Reviews
Reviews
TEMPO, Ave Maria, January 2025.
“This is extraordinarily well-crafted and well-composed music - without a doubt the best music I’ve yet reviewed for TEMPO. . . the music presents a shockingly powerful image in the epilogue: the struggle of doubt and penitence. It is a deeply human feeling of powerlessness over the fates and fortunes of one’s life, and a desperate pleading for mercy.”
Percorsi Musicali, Ave Maria, January 2024.
“The dynamic power and the very slow pulsation are the pillars of Variation III while in Variation IV we witness the return of the voice surrounded by a harmonic rhythmic gait that recalls the song. The Interlude follows where the protagonism of the noise flows onto the tonic pedal of Variation IV (cont'd). The album ends with Epilogue marked by the single repeated note in perfect resonance with Scelsi's poetics.”
Boring Like a Drill, Ave Maria, December 2023:
“The pianist is required to repeat the theme, but to press the keys silently. Background becomes foreground in a breathless negative space, substance made of incidental noise. . . In Power’s version, penitence and apprehension is shared by performer and audience.”
Boring Like a Drill, Maintenance Hums, August 2022:
“There’s a sly humor in the three pieces here that, depending on your musical taste, either teeters on the edge of grating on your nerves or just shoves you over that edge immediately and keeps on plowing ahead.”
TEMPO, Diligence & Maintenance Hums, April 2021:
“For me, though, it is for *current* resonance and mahrem bir eser that, different as they are one from the other, are some of the most memorable music I have heard in the last decade.”
The Squid's Ear, Diligence, June 2021:
“Sometimes frustrating, sometimes ingratiating, always repaying repeated listens with new facets. Eager to hear more from Power.”
BMore Art, Maintenance Hums, March 2021:
“As the final track continues, all those warm, granular sounds overlap and meld into one another, filling your ears like the thrum of cicadas.”
Percorsi Musicali, Maintenance Hums, September 2020:
“with an intelligent reinterpretation of the rhetoric of music in our times, Power has placed himself halfway between John Cage’s performance practices and Giacinto [Scelsi]’s attention to sound… in Buoy (after Laurence Crane) then, you get a masterpiece… a combined flow of materials that seems to reproduce the harmonic beauty of an orchestra.”
Dusted Magazine, Diligence, 2020:
“[Power] is now a force guiding the rapid-fire development of instrumental syntax and its expressive components…

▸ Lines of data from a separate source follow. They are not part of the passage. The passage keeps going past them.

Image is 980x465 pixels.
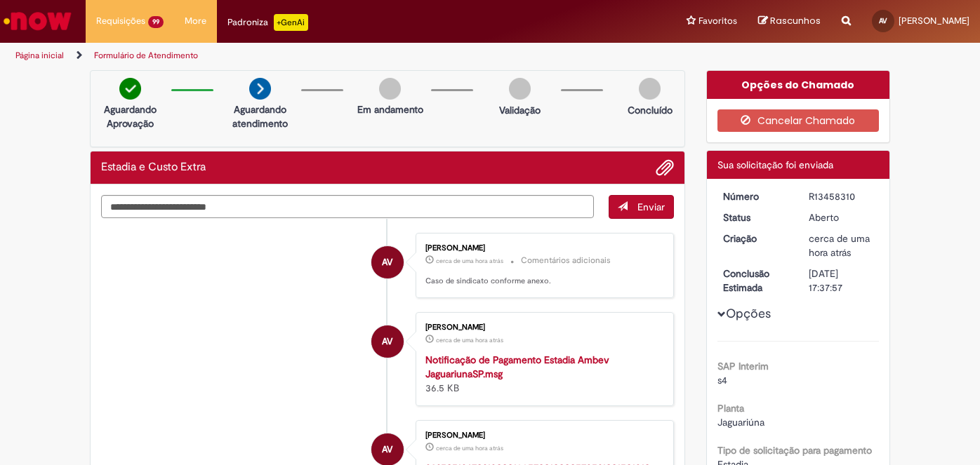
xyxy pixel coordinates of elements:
ul: Trilhas de página [10,43,643,69]
span: [PERSON_NAME] [899,15,970,27]
dt: Número [713,189,799,203]
span: 99 [148,16,164,28]
span: AV [382,325,392,358]
div: [PERSON_NAME] [426,431,659,440]
span: cerca de uma hora atrás [436,336,503,344]
p: Validação [499,103,540,117]
b: Tipo de solicitação para pagamento [718,444,872,456]
button: Adicionar anexos [656,158,674,177]
time: 28/08/2025 14:41:09 [436,257,503,265]
div: Opções do Chamado [707,71,890,99]
span: cerca de uma hora atrás [436,257,503,265]
a: Formulário de Atendimento [94,50,198,61]
img: img-circle-grey.png [639,78,661,100]
span: s4 [718,374,727,387]
dt: Criação [713,232,799,245]
p: Aguardando Aprovação [97,102,165,131]
div: 28/08/2025 14:37:53 [809,232,874,259]
h2: Estadia e Custo Extra Histórico de tíquete [101,161,206,174]
button: Enviar [609,195,674,219]
span: Favoritos [699,14,737,28]
img: arrow-next.png [249,78,271,100]
img: check-circle-green.png [120,78,141,100]
dt: Status [713,210,799,225]
dt: Conclusão Estimada [713,267,799,294]
img: ServiceNow [2,7,74,35]
a: Notificação de Pagamento Estadia Ambev JaguariunaSP.msg [426,354,609,381]
div: [PERSON_NAME] [426,324,659,332]
div: ANDERSON VASCONCELOS [371,246,403,278]
img: img-circle-grey.png [509,78,531,100]
div: [DATE] 17:37:57 [809,267,874,294]
div: [PERSON_NAME] [426,245,659,252]
a: Página inicial [16,50,64,61]
div: Aberto [809,210,874,225]
span: More [184,14,207,28]
p: +GenAi [274,14,309,31]
span: AV [382,245,392,279]
span: Enviar [638,201,665,214]
a: Rascunhos [758,15,821,28]
small: Comentários adicionais [521,255,611,267]
img: img-circle-grey.png [379,78,401,100]
p: Concluído [627,103,673,117]
span: AV [879,16,888,25]
time: 28/08/2025 14:37:53 [809,232,870,259]
div: R13458310 [809,189,874,203]
span: Sua solicitação foi enviada [718,158,833,171]
time: 28/08/2025 14:35:15 [436,444,503,453]
div: 36.5 KB [426,353,659,395]
p: Caso de sindicato conforme anexo. [426,276,659,287]
span: Jaguariúna [718,416,765,429]
button: Cancelar Chamado [718,109,880,132]
span: Requisições [97,14,146,28]
div: ANDERSON VASCONCELOS [371,326,403,358]
p: Em andamento [358,102,423,116]
span: cerca de uma hora atrás [809,232,870,259]
p: Aguardando atendimento [226,102,294,131]
b: Planta [718,402,745,415]
time: 28/08/2025 14:39:41 [436,336,503,344]
textarea: Digite sua mensagem aqui... [101,195,594,218]
div: Padroniza [228,14,309,31]
span: cerca de uma hora atrás [436,444,503,453]
b: SAP Interim [718,360,769,373]
span: Rascunhos [771,14,821,28]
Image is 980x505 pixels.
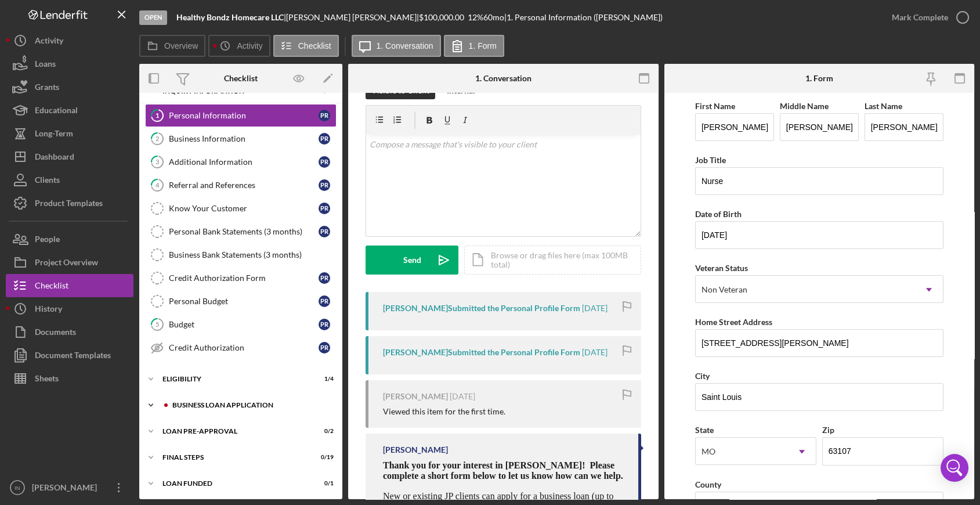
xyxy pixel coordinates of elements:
div: Grants [35,75,59,102]
div: 1. Form [805,74,833,83]
div: [PERSON_NAME] [383,392,448,401]
div: P R [318,272,330,284]
button: Grants [6,75,133,99]
div: Personal Information [169,111,318,120]
label: Last Name [864,101,902,111]
button: 1. Form [444,35,504,57]
div: P R [318,226,330,237]
div: MO [701,447,715,456]
div: 0 / 2 [313,428,334,434]
div: Personal Bank Statements (3 months) [169,227,318,236]
tspan: 1 [155,111,159,119]
b: Healthy Bondz Homecare LLC [176,12,284,22]
tspan: 3 [155,158,159,165]
div: P R [318,202,330,214]
button: Project Overview [6,251,133,274]
div: Educational [35,99,78,125]
div: Non Veteran [701,285,747,294]
div: Checklist [35,274,68,300]
button: Activity [6,29,133,52]
a: Know Your CustomerPR [145,197,336,220]
button: Clients [6,168,133,191]
label: City [695,371,709,381]
button: Document Templates [6,343,133,367]
div: Personal Budget [169,296,318,306]
time: 2025-08-05 17:29 [582,303,607,313]
label: Middle Name [780,101,828,111]
a: 2Business InformationPR [145,127,336,150]
div: Long-Term [35,122,73,148]
tspan: 5 [155,320,159,328]
button: Sheets [6,367,133,390]
label: Zip [822,425,834,434]
div: 1 / 4 [313,375,334,382]
div: LOAN FUNDED [162,480,305,487]
div: 1. Conversation [475,74,531,83]
div: LOAN PRE-APPROVAL [162,428,305,434]
button: Mark Complete [880,6,974,29]
time: 2025-08-05 17:00 [450,392,475,401]
div: P R [318,342,330,353]
div: Additional Information [169,157,318,166]
button: Educational [6,99,133,122]
div: Mark Complete [892,6,948,29]
label: 1. Form [469,41,497,50]
div: | [176,13,286,22]
div: $100,000.00 [419,13,468,22]
button: IN[PERSON_NAME] [6,476,133,499]
div: P R [318,156,330,168]
button: Long-Term [6,122,133,145]
div: Sheets [35,367,59,393]
div: Open Intercom Messenger [940,454,968,481]
div: Loans [35,52,56,78]
div: Clients [35,168,60,194]
button: Checklist [273,35,339,57]
div: 0 / 19 [313,454,334,461]
div: | 1. Personal Information ([PERSON_NAME]) [504,13,662,22]
div: P R [318,110,330,121]
span: Thank you for your interest in [PERSON_NAME]! Please complete a short form below to let us know h... [383,460,623,480]
div: FINAL STEPS [162,454,305,461]
button: Dashboard [6,145,133,168]
div: ELIGIBILITY [162,375,305,382]
button: Product Templates [6,191,133,215]
a: Credit AuthorizationPR [145,336,336,359]
div: [PERSON_NAME] [PERSON_NAME] | [286,13,419,22]
button: Send [365,245,458,274]
div: [PERSON_NAME] Submitted the Personal Profile Form [383,347,580,357]
div: 60 mo [483,13,504,22]
div: Business Bank Statements (3 months) [169,250,336,259]
button: 1. Conversation [352,35,441,57]
button: People [6,227,133,251]
button: Activity [208,35,270,57]
a: 5BudgetPR [145,313,336,336]
div: Viewed this item for the first time. [383,407,505,416]
button: Documents [6,320,133,343]
text: IN [15,484,20,491]
a: 4Referral and ReferencesPR [145,173,336,197]
div: BUSINESS LOAN APPLICATION [172,401,328,408]
div: P R [318,295,330,307]
div: P R [318,133,330,144]
div: Activity [35,29,63,55]
label: Date of Birth [695,209,741,219]
div: Credit Authorization [169,343,318,352]
button: History [6,297,133,320]
div: Business Information [169,134,318,143]
div: Credit Authorization Form [169,273,318,282]
label: County [695,479,721,489]
tspan: 2 [155,135,159,142]
a: Credit Authorization FormPR [145,266,336,289]
div: P R [318,318,330,330]
label: Overview [164,41,198,50]
a: 3Additional InformationPR [145,150,336,173]
div: 0 / 1 [313,480,334,487]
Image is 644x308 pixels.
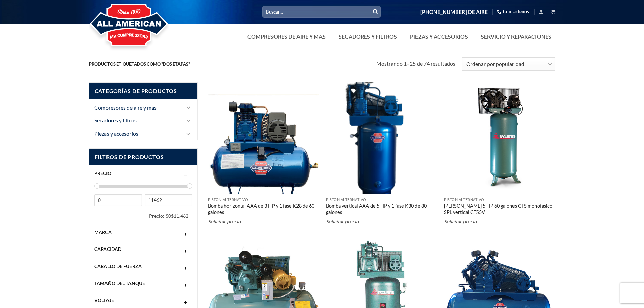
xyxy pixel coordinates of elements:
[89,62,377,67] nav: Migaja de pan
[165,213,171,219] font: $0
[94,281,145,286] font: Tamaño del tanque
[94,263,142,269] font: Caballo de fuerza
[94,127,183,140] a: Piezas y accesorios
[208,219,241,225] font: Solicitar precio
[188,213,192,219] font: —
[185,116,192,125] button: Palanca
[185,130,192,137] button: Palanca
[208,83,319,194] img: Bomba horizontal AAA de 3 HP y 1 fase K28 de 60 galones
[326,197,367,202] font: Pistón alternativo
[95,88,177,94] font: Categorías de productos
[171,213,188,219] font: $11,462
[94,171,111,176] font: Precio
[95,153,164,160] font: Filtros de productos
[462,57,556,71] select: Pedido de tienda
[94,246,122,252] font: Capacidad
[444,203,556,216] a: [PERSON_NAME] 5 HP 60 galones CTS monofásico SPL vertical CTS5V
[326,83,438,194] img: Bomba vertical AAA de 5 HP y 1 fase K30 de 80 galones
[551,8,556,16] a: Ver carrito
[410,33,468,39] font: Piezas y accesorios
[94,130,138,137] font: Piezas y accesorios
[503,9,529,14] font: Contáctenos
[149,213,164,219] font: Precio:
[335,30,401,43] a: Secadores y filtros
[444,203,552,215] font: [PERSON_NAME] 5 HP 60 galones CTS monofásico SPL vertical CTS5V
[244,30,330,43] a: Compresores de aire y más
[144,195,192,206] input: Precio máximo
[94,297,114,303] font: Voltaje
[444,219,477,225] font: Solicitar precio
[326,203,427,215] font: Bomba vertical AAA de 5 HP y 1 fase K30 de 80 galones
[444,83,556,194] img: Curtis 5 HP 60 galones CTS monofásico SPL vertical
[406,30,472,43] a: Piezas y accesorios
[94,101,183,114] a: Compresores de aire y más
[94,114,183,127] a: Secadores y filtros
[477,30,556,43] a: Servicio y reparaciones
[421,6,488,18] a: [PHONE_NUMBER] DE AIRE
[339,33,397,39] font: Secadores y filtros
[94,117,137,123] font: Secadores y filtros
[497,6,529,17] a: Contáctenos
[208,203,319,216] a: Bomba horizontal AAA de 3 HP y 1 fase K28 de 60 galones
[248,33,326,39] font: Compresores de aire y más
[370,7,381,17] button: Entregar
[94,195,142,206] input: Precio mínimo
[208,203,314,215] font: Bomba horizontal AAA de 3 HP y 1 fase K28 de 60 galones
[89,61,190,67] font: Productos etiquetados como "Dos Etapas"
[94,229,111,235] font: Marca
[444,197,485,202] font: Pistón alternativo
[262,6,381,17] input: Buscar…
[94,104,157,111] font: Compresores de aire y más
[208,197,249,202] font: Pistón alternativo
[376,60,456,67] font: Mostrando 1–25 de 74 resultados
[421,9,488,15] font: [PHONE_NUMBER] DE AIRE
[481,33,552,39] font: Servicio y reparaciones
[326,203,438,216] a: Bomba vertical AAA de 5 HP y 1 fase K30 de 80 galones
[185,103,192,111] button: Palanca
[326,219,359,225] font: Solicitar precio
[539,8,543,16] a: Acceso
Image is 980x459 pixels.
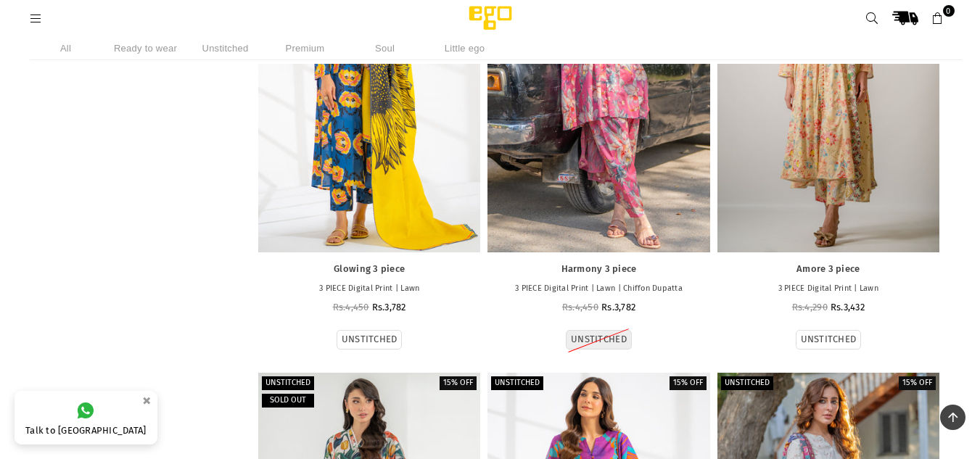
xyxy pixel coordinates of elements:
li: Soul [349,36,421,60]
a: 0 [925,5,950,31]
span: Rs.4,450 [562,301,598,312]
a: Menu [23,12,49,23]
label: 15% off [899,376,936,390]
span: Rs.3,432 [830,301,864,312]
label: UNSTITCHED [571,333,627,346]
img: Ego [429,3,552,33]
label: UNSTITCHED [801,333,857,346]
li: Premium [269,36,342,60]
li: Little ego [429,36,501,60]
label: 15% off [669,376,706,390]
span: Rs.3,782 [601,301,635,312]
li: Unstitched [189,36,262,60]
p: 3 PIECE Digital Print | Lawn [725,282,932,295]
span: Sold out [269,395,306,405]
li: Ready to wear [109,36,182,60]
label: 15% off [439,376,476,390]
span: Rs.4,290 [792,301,827,312]
span: 0 [943,5,955,16]
label: UNSTITCHED [262,376,314,390]
p: 3 PIECE Digital Print | Lawn | Chiffon Dupatta [495,282,702,295]
label: Unstitched [491,376,543,390]
a: Search [859,5,886,31]
label: UNSTITCHED [720,376,773,390]
span: Rs.4,450 [333,301,369,312]
a: Glowing 3 piece [265,263,473,275]
a: Harmony 3 piece [495,263,702,275]
li: All [30,36,102,60]
a: Amore 3 piece [725,263,932,275]
span: Rs.3,782 [372,301,406,312]
label: UNSTITCHED [342,333,398,346]
p: 3 PIECE Digital Print | Lawn [265,282,473,295]
a: Talk to [GEOGRAPHIC_DATA] [15,391,158,444]
button: × [138,388,155,412]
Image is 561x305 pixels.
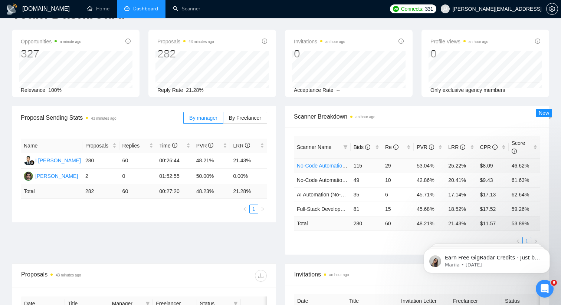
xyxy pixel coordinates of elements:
[329,273,349,277] time: an hour ago
[297,206,368,212] span: Full-Stack Development Profile
[229,115,261,121] span: By Freelancer
[414,158,445,173] td: 53.04%
[382,202,414,216] td: 15
[21,184,82,199] td: Total
[294,112,540,121] span: Scanner Breakdown
[477,187,509,202] td: $17.13
[124,6,129,11] span: dashboard
[156,184,193,199] td: 00:27:20
[351,202,382,216] td: 81
[477,216,509,231] td: $ 11.57
[188,40,214,44] time: 43 minutes ago
[85,142,111,150] span: Proposals
[297,163,382,169] a: No-Code Automation (Budget-Filters)
[186,87,203,93] span: 21.28%
[546,6,558,12] a: setting
[393,6,399,12] img: upwork-logo.png
[343,145,348,149] span: filter
[240,205,249,214] li: Previous Page
[243,207,247,211] span: left
[193,169,230,184] td: 50.00%
[125,39,131,44] span: info-circle
[91,116,116,121] time: 43 minutes ago
[260,207,265,211] span: right
[208,143,213,148] span: info-circle
[196,143,214,149] span: PVR
[157,37,214,46] span: Proposals
[429,145,434,150] span: info-circle
[546,3,558,15] button: setting
[119,184,157,199] td: 60
[157,87,183,93] span: Reply Rate
[21,113,183,122] span: Proposal Sending Stats
[133,6,158,12] span: Dashboard
[414,187,445,202] td: 45.71%
[445,187,477,202] td: 17.14%
[230,169,267,184] td: 0.00%
[156,153,193,169] td: 00:26:44
[119,153,157,169] td: 60
[430,37,488,46] span: Profile Views
[82,169,119,184] td: 2
[159,143,177,149] span: Time
[157,47,214,61] div: 282
[325,40,345,44] time: an hour ago
[258,205,267,214] li: Next Page
[509,187,540,202] td: 62.64%
[351,173,382,187] td: 49
[24,173,78,179] a: TF[PERSON_NAME]
[353,144,370,150] span: Bids
[546,6,557,12] span: setting
[294,47,345,61] div: 0
[173,6,200,12] a: searchScanner
[536,280,553,298] iframe: Intercom live chat
[468,40,488,44] time: an hour ago
[412,233,561,285] iframe: Intercom notifications message
[6,3,18,15] img: logo
[294,216,351,231] td: Total
[189,115,217,121] span: By manager
[535,39,540,44] span: info-circle
[511,140,525,154] span: Score
[21,47,81,61] div: 327
[24,157,125,163] a: IGI [PERSON_NAME] [PERSON_NAME]
[448,144,465,150] span: LRR
[414,173,445,187] td: 42.86%
[250,205,258,213] a: 1
[551,280,557,286] span: 9
[245,143,250,148] span: info-circle
[355,115,375,119] time: an hour ago
[156,169,193,184] td: 01:52:55
[240,205,249,214] button: left
[393,145,398,150] span: info-circle
[297,144,331,150] span: Scanner Name
[382,216,414,231] td: 60
[351,187,382,202] td: 35
[365,145,370,150] span: info-circle
[442,6,448,11] span: user
[230,184,267,199] td: 21.28 %
[21,37,81,46] span: Opportunities
[82,139,119,153] th: Proposals
[230,153,267,169] td: 21.43%
[255,270,267,282] button: download
[382,187,414,202] td: 6
[430,47,488,61] div: 0
[425,5,433,13] span: 331
[398,39,404,44] span: info-circle
[477,158,509,173] td: $8.09
[351,216,382,231] td: 280
[122,142,148,150] span: Replies
[29,160,34,165] img: gigradar-bm.png
[87,6,109,12] a: homeHome
[511,149,517,154] span: info-circle
[193,184,230,199] td: 48.23 %
[414,202,445,216] td: 45.68%
[21,87,45,93] span: Relevance
[297,177,379,183] span: No-Code Automation (Client-Filters)
[480,144,497,150] span: CPR
[445,173,477,187] td: 20.41%
[417,144,434,150] span: PVR
[385,144,398,150] span: Re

“Each moment, each overtone and microtonal shift away from the fundamental, the emergent and immersive wonders contained in a single pitch, the possibilities within possibilities revealed as a pitch changes and the ultimate return all speak to a journey for the individual listener to which theory needs to catch up!
"Here, again, we have an absolute mastery of technique in the service of a language that assumes it and demands something beyond.
”[Power’s music is] a boundary-breaker, constituting one of the best things coming from the label in some time.“
The New York Times, Untitled, June 2013:
“in “Untitled,” a slow, blurry string duo… the violist Erin Wight and the cellist Alex Waterman gave a rich account of the work’s resolute ooze and elemental graininess.”
Interviews
Percorsi Musicali, Ettore Garzia, 6 September 2020.
Before I talked about music of utter clarity, and in addition I try to write music that does not really employ textural hierarchy: everything is foreground, and as a result the listener can both give themself over to the momentum, and have time to rest and sit in a particularly comforting part of the piece. This is where titles like swathe and BUOY come from.
“Pianist Ian Power wants you to slow down and reconsider classical music traditions.”
Baltimore City Paper, Brandon Soderberg, 1 December, 2014.
The classical music I love the most is the stuff that washes over me or just hits me straight in the face. That’s what I’m trying to cultivate.
Other
Cantata Profana Program Notes, 2019:
The intimacy and profundity of Ian Power’s music is initially subdued during its performance, but overwhelming post factum. Typically, coming off as aural monoliths, his works extract intense drama from a single situation. This allows the audience to really focus on the importance of the fragile relationships that are presented to them. In “Water dripping…” the world on the stage is a still life, while barely holding on. It is like being afraid of the dark while being awake in total silence.